I was working on some unrelated code when I ran into some performance issues related to bounding volumes, mainly that we create a ton of instances every frame and then throw them away. This is creating some pretty bad memory pressure issues right now (way worse than our old issues) and some primitives are eating up a ton of CPU time because of BoudingSphere.fromPoints. This itself is no big deal because it’s easily fixed, which I am now in the process of doing on a branch.
If that were it, I wouldn’t have written this post; however, while refactoring the code I ran into some readability issues that I would like to address as well. In a lot of cases, we use the variable boundingVolume and when reading the code you have no way of knowing whether the object is a BoundingSphere or a BoundingRectangle. In fact, update function seems to return the same object literal
This may be clear to developer very familiar with the specific primitive they are working with, but it makes things difficult otherwise. I would like to change this to return separate properties based on bounding volume type, only one of which need be defined. For example:
Then, in code that “knows” which one will be defined already, no changes are needed (it just uses the correct property); in other areas where we may not be sure, we simply do a typeof check for undefined. Also, even though it’s an object literal, is there a name for this thing being returned? It seems like we should make it a concrete type so that it’s easier for people implementing their own primitives, though I understand this object may be temporary until further DDR work; if so ignore my last comment.
We will not keep the object literal for long. The data structure will be significantly more complicated, and will have an explicit type (well, as close to creating a type as we can in JavaScript). We could have stayed on a branch for a few months with the DDR before bringing anything in, but we are all in agreement that incremental fine-grained pull requests are preferred. On an upcoming pull request, you will see that this object will be changed to an array, and then later to a tree.
As for adding bounding volume properties for different types to this object, it seems better to me to keep a generic, polymorphic boundingVolume property. We care about projecting the bounding volume onto the near plane, intersecting it with a frustum, etc. As long as it has functions to do so, the rendering engine doesn’t care if it is a sphere, axis-aligned bounding box, object-oriented bounding box, k-DOP, or even a tree of heterogeneous bounding volumes. In C++, BoundingSphere, etc. would inherit from a BoundingVolume abstract class.
As for the primitive implementation, perhaps it is better for it to have separate bounding volumes for 3D, Columbus View, and 2D, and I’ll consider that as I look at the Columbus View architecture (theoretically this week).
Good to know. Thankfully, it turns out that 99% of the issues were
resolved by just optimizing BoundingSphere.fromPoints (see https://github.com/AnalyticalGraphicsInc/cesium/pull/206 ) so I'm not
even going to worry about the other extra instances we create for now
since there is going to be a lot of work in that area of the code
anyway.
Several of the “Visualizer” classes, such as ModelVisualizer, already have a getBoundingSphere() function, and DataSourceDisplay has one as well that loops over the visualizer instances for an entity and computes the combined bounding sphere.
Anything with ‘Spec’ on the end is the unit test for that class.
A DataSourceDisplay is used to visualize the entities. viewer.dataSourceDisplay will return the DataSourceDisplay that contains anything you’ve added to viewer.entities.
viewer.dataSourceDisplay.getBoundingSphere is a private function that will compute the bounding sphere for the entity.
You can poll that function until it returns Cesium.BoundingSphereState.DONE. Some of the entity parts are computed asynchronously, so the bounding sphere may not be ready and the function will return Cesium.BoundingSphereState.PENDING. When it returns Cesium.BoundingSphereState.DONE, the result parameter should will be the bounding sphere for that entity.
While it is generally not recommended to use a private function in your application, I’m not quite sure of any other way to get the bounding sphere for an entity.
If this is unclear, let me know and I’ll throw together an example.
How about getting the BoundingSphere for a DataSource? For instance, KmlDataSource?
Maybe there’s another way to do what I need to do. Basically, I want to be able to make the camera flyTo an Entity or DataSource and make sure the entire entity is visible. I’ve seen the Camera.flyToBoundingSphere function, which is exactly what I want.
Oh! In that case, you can use Viewer.flyTo. This function can handle many different types for the target argument, including an Entity, EntityColection or DataSource.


→ Directions:
Write out the entire listing below exactly as it appears, minus any pictures.
::::::
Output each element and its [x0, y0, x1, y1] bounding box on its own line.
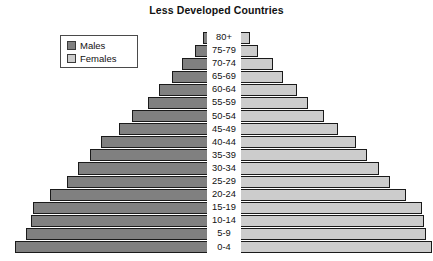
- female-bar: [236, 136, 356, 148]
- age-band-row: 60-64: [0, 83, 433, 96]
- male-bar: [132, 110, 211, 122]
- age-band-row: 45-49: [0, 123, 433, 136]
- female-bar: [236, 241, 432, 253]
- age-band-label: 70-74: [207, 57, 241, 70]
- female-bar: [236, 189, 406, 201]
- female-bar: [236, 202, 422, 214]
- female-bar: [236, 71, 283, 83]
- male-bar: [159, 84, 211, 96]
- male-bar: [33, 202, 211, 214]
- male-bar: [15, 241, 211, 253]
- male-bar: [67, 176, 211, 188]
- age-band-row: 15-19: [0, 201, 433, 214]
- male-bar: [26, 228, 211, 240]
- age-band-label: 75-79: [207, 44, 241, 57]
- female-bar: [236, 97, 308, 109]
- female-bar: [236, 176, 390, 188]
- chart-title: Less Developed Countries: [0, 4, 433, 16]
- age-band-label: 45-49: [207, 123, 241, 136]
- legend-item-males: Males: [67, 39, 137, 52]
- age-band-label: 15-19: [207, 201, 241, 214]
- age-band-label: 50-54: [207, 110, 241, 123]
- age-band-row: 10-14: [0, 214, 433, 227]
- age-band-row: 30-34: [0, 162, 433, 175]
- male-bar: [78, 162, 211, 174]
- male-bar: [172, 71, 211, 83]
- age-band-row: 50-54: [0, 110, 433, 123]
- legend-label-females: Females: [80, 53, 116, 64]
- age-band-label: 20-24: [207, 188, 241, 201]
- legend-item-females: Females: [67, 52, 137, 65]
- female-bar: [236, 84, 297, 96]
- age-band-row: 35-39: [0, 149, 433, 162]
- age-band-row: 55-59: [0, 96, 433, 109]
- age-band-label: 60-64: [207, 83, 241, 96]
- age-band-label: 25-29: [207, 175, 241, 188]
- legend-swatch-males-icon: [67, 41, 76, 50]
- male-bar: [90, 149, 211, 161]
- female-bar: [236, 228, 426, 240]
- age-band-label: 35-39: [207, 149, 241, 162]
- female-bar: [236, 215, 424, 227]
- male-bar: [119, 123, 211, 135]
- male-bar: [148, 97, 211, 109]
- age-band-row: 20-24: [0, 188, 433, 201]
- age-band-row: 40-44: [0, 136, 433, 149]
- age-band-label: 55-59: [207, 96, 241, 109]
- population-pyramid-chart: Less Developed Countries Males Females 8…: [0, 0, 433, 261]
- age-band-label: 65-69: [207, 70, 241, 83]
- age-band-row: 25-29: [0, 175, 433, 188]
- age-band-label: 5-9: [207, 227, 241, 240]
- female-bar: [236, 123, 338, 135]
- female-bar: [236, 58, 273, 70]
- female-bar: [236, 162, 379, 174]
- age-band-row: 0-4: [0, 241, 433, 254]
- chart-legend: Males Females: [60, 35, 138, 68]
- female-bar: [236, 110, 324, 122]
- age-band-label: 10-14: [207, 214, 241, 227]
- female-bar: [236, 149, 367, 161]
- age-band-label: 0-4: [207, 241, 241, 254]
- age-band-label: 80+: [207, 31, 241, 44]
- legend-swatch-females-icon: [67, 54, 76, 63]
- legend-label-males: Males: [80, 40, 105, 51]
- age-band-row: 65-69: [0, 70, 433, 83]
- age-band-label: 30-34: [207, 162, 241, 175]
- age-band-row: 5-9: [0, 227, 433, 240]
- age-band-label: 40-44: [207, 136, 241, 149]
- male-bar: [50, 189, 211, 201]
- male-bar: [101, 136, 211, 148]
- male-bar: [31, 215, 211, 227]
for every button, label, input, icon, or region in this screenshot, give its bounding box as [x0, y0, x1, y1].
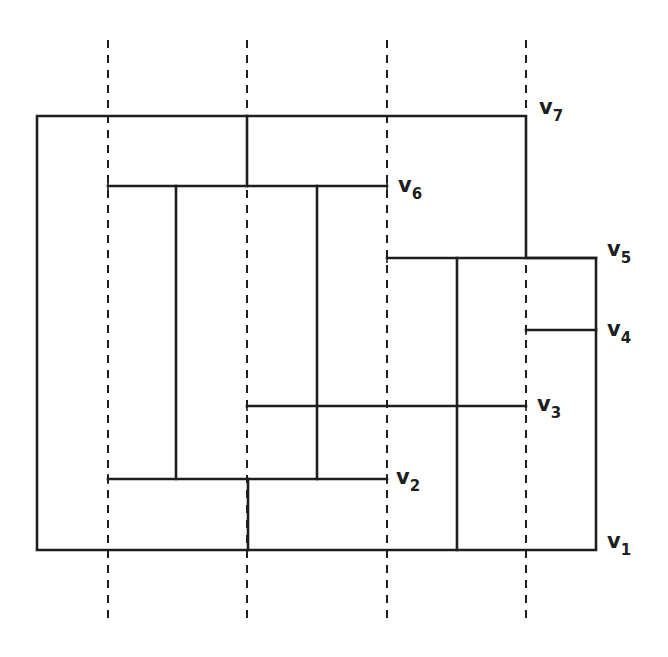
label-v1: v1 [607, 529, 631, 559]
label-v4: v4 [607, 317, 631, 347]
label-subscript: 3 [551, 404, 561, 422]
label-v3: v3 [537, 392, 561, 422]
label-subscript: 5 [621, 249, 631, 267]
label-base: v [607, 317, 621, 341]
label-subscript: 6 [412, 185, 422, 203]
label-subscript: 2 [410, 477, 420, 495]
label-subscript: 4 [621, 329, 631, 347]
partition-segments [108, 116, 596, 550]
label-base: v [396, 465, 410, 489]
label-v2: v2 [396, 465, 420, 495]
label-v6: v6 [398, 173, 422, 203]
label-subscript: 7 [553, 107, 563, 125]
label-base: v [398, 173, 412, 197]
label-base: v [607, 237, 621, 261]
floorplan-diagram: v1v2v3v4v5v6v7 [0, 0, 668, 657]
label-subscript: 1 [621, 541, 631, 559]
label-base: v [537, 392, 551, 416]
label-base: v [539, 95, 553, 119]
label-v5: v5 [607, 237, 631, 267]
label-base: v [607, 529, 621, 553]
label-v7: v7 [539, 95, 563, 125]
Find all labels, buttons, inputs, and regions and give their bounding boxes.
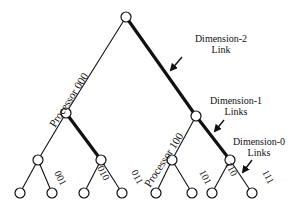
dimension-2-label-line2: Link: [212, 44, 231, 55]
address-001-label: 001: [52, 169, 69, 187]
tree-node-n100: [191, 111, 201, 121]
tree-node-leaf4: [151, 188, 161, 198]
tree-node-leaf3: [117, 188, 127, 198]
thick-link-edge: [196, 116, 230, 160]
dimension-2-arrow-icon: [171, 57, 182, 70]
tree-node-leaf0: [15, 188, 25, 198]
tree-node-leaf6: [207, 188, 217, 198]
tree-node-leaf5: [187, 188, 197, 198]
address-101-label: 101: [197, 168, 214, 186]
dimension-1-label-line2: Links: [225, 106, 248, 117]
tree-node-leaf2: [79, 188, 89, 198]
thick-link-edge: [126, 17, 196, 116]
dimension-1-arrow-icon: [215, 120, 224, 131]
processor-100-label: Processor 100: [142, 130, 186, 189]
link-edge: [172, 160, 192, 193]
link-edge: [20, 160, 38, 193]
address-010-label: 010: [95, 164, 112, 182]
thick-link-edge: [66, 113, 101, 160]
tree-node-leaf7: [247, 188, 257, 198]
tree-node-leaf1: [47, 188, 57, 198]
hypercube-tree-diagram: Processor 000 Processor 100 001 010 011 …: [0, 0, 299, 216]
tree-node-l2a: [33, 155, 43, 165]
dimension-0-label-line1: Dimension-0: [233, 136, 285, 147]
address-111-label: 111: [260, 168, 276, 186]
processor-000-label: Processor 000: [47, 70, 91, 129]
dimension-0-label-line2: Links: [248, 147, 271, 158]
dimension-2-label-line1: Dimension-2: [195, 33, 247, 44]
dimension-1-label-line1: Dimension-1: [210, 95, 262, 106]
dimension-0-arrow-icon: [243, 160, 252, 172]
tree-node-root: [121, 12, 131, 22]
::::::
→ Solution to this exercise:
Output each element and its [x0, y0, x1, y1] bounding box on its own line.
- female-bar: [236, 136, 356, 148]
- age-band-row: 60-64: [0, 83, 433, 96]
- male-bar: [132, 110, 211, 122]
- age-band-row: 45-49: [0, 123, 433, 136]
- female-bar: [236, 241, 432, 253]
- age-band-label: 70-74: [207, 57, 241, 70]
- female-bar: [236, 189, 406, 201]
- female-bar: [236, 202, 422, 214]
- female-bar: [236, 71, 283, 83]
- male-bar: [159, 84, 211, 96]
- male-bar: [33, 202, 211, 214]
- male-bar: [15, 241, 211, 253]
- male-bar: [67, 176, 211, 188]
- age-band-row: 15-19: [0, 201, 433, 214]
- male-bar: [26, 228, 211, 240]
- age-band-label: 75-79: [207, 44, 241, 57]
- female-bar: [236, 97, 308, 109]
- female-bar: [236, 176, 390, 188]
- chart-title: Less Developed Countries: [0, 4, 433, 16]
- age-band-label: 45-49: [207, 123, 241, 136]
- legend-item-males: Males: [67, 39, 137, 52]
- age-band-label: 15-19: [207, 201, 241, 214]
- age-band-label: 50-54: [207, 110, 241, 123]
- age-band-row: 10-14: [0, 214, 433, 227]
- age-band-row: 30-34: [0, 162, 433, 175]
- male-bar: [78, 162, 211, 174]
- male-bar: [172, 71, 211, 83]
- age-band-row: 50-54: [0, 110, 433, 123]
- legend-label-females: Females: [80, 53, 116, 64]
- age-band-label: 20-24: [207, 188, 241, 201]
- legend-item-females: Females: [67, 52, 137, 65]
- female-bar: [236, 84, 297, 96]
- age-band-row: 35-39: [0, 149, 433, 162]
- age-band-row: 55-59: [0, 96, 433, 109]
- age-band-label: 60-64: [207, 83, 241, 96]
- age-band-label: 25-29: [207, 175, 241, 188]
- legend-swatch-males-icon: [67, 41, 76, 50]
- male-bar: [90, 149, 211, 161]
- female-bar: [236, 228, 426, 240]
- age-band-label: 35-39: [207, 149, 241, 162]
- female-bar: [236, 215, 424, 227]
- male-bar: [119, 123, 211, 135]
- male-bar: [148, 97, 211, 109]
- age-band-row: 20-24: [0, 188, 433, 201]
- age-band-row: 40-44: [0, 136, 433, 149]
- age-band-label: 55-59: [207, 96, 241, 109]
- population-pyramid-chart: Less Developed Countries Males Females 8…: [0, 0, 433, 261]
- age-band-label: 65-69: [207, 70, 241, 83]
- age-band-row: 25-29: [0, 175, 433, 188]
- age-band-label: 5-9: [207, 227, 241, 240]
- female-bar: [236, 123, 338, 135]
- female-bar: [236, 58, 273, 70]
- female-bar: [236, 162, 379, 174]
- age-band-row: 0-4: [0, 241, 433, 254]
- chart-legend: Males Females: [60, 35, 138, 68]
- female-bar: [236, 110, 324, 122]
- age-band-label: 10-14: [207, 214, 241, 227]
- female-bar: [236, 149, 367, 161]
- age-band-label: 0-4: [207, 241, 241, 254]
- age-band-label: 80+: [207, 31, 241, 44]
- legend-swatch-females-icon: [67, 54, 76, 63]
- legend-label-males: Males: [80, 40, 105, 51]
- age-band-row: 65-69: [0, 70, 433, 83]
- age-band-label: 30-34: [207, 162, 241, 175]
- age-band-row: 5-9: [0, 227, 433, 240]
- age-band-label: 40-44: [207, 136, 241, 149]
- male-bar: [50, 189, 211, 201]
- male-bar: [101, 136, 211, 148]
- male-bar: [31, 215, 211, 227]
for every button, label, input, icon, or region in this screenshot, give its bounding box as [x0, y0, x1, y1].
label-v1: v1 [607, 529, 631, 559]
label-v4: v4 [607, 317, 631, 347]
label-subscript: 3 [551, 404, 561, 422]
label-v3: v3 [537, 392, 561, 422]
label-subscript: 5 [621, 249, 631, 267]
label-base: v [607, 317, 621, 341]
label-subscript: 6 [412, 185, 422, 203]
label-subscript: 2 [410, 477, 420, 495]
label-subscript: 4 [621, 329, 631, 347]
partition-segments [108, 116, 596, 550]
label-base: v [396, 465, 410, 489]
label-v2: v2 [396, 465, 420, 495]
label-v6: v6 [398, 173, 422, 203]
label-subscript: 7 [553, 107, 563, 125]
label-base: v [398, 173, 412, 197]
label-base: v [607, 237, 621, 261]
floorplan-diagram: v1v2v3v4v5v6v7 [0, 0, 668, 657]
label-subscript: 1 [621, 541, 631, 559]
label-base: v [537, 392, 551, 416]
label-base: v [539, 95, 553, 119]
label-v5: v5 [607, 237, 631, 267]
label-base: v [607, 529, 621, 553]
label-v7: v7 [539, 95, 563, 125]
Find all labels, buttons, inputs, and regions and give their bounding boxes.
dimension-2-label-line2: Link: [212, 44, 231, 55]
address-001-label: 001: [52, 169, 69, 187]
tree-node-n100: [191, 111, 201, 121]
tree-node-leaf4: [151, 188, 161, 198]
tree-node-leaf3: [117, 188, 127, 198]
thick-link-edge: [196, 116, 230, 160]
dimension-2-arrow-icon: [171, 57, 182, 70]
tree-node-leaf0: [15, 188, 25, 198]
tree-node-leaf6: [207, 188, 217, 198]
tree-node-leaf5: [187, 188, 197, 198]
address-101-label: 101: [197, 168, 214, 186]
dimension-1-label-line2: Links: [225, 106, 248, 117]
tree-node-leaf2: [79, 188, 89, 198]
thick-link-edge: [126, 17, 196, 116]
dimension-1-arrow-icon: [215, 120, 224, 131]
processor-100-label: Processor 100: [142, 130, 186, 189]
link-edge: [172, 160, 192, 193]
link-edge: [20, 160, 38, 193]
address-010-label: 010: [95, 164, 112, 182]
thick-link-edge: [66, 113, 101, 160]
tree-node-leaf7: [247, 188, 257, 198]
tree-node-leaf1: [47, 188, 57, 198]
hypercube-tree-diagram: Processor 000 Processor 100 001 010 011 …: [0, 0, 299, 216]
tree-node-l2a: [33, 155, 43, 165]
dimension-0-label-line1: Dimension-0: [233, 136, 285, 147]
address-111-label: 111: [260, 168, 276, 186]
processor-000-label: Processor 000: [47, 70, 91, 129]
dimension-0-label-line2: Links: [248, 147, 271, 158]
dimension-2-label-line1: Dimension-2: [195, 33, 247, 44]
dimension-1-label-line1: Dimension-1: [210, 95, 262, 106]
dimension-0-arrow-icon: [243, 160, 252, 172]
tree-node-root: [121, 12, 131, 22]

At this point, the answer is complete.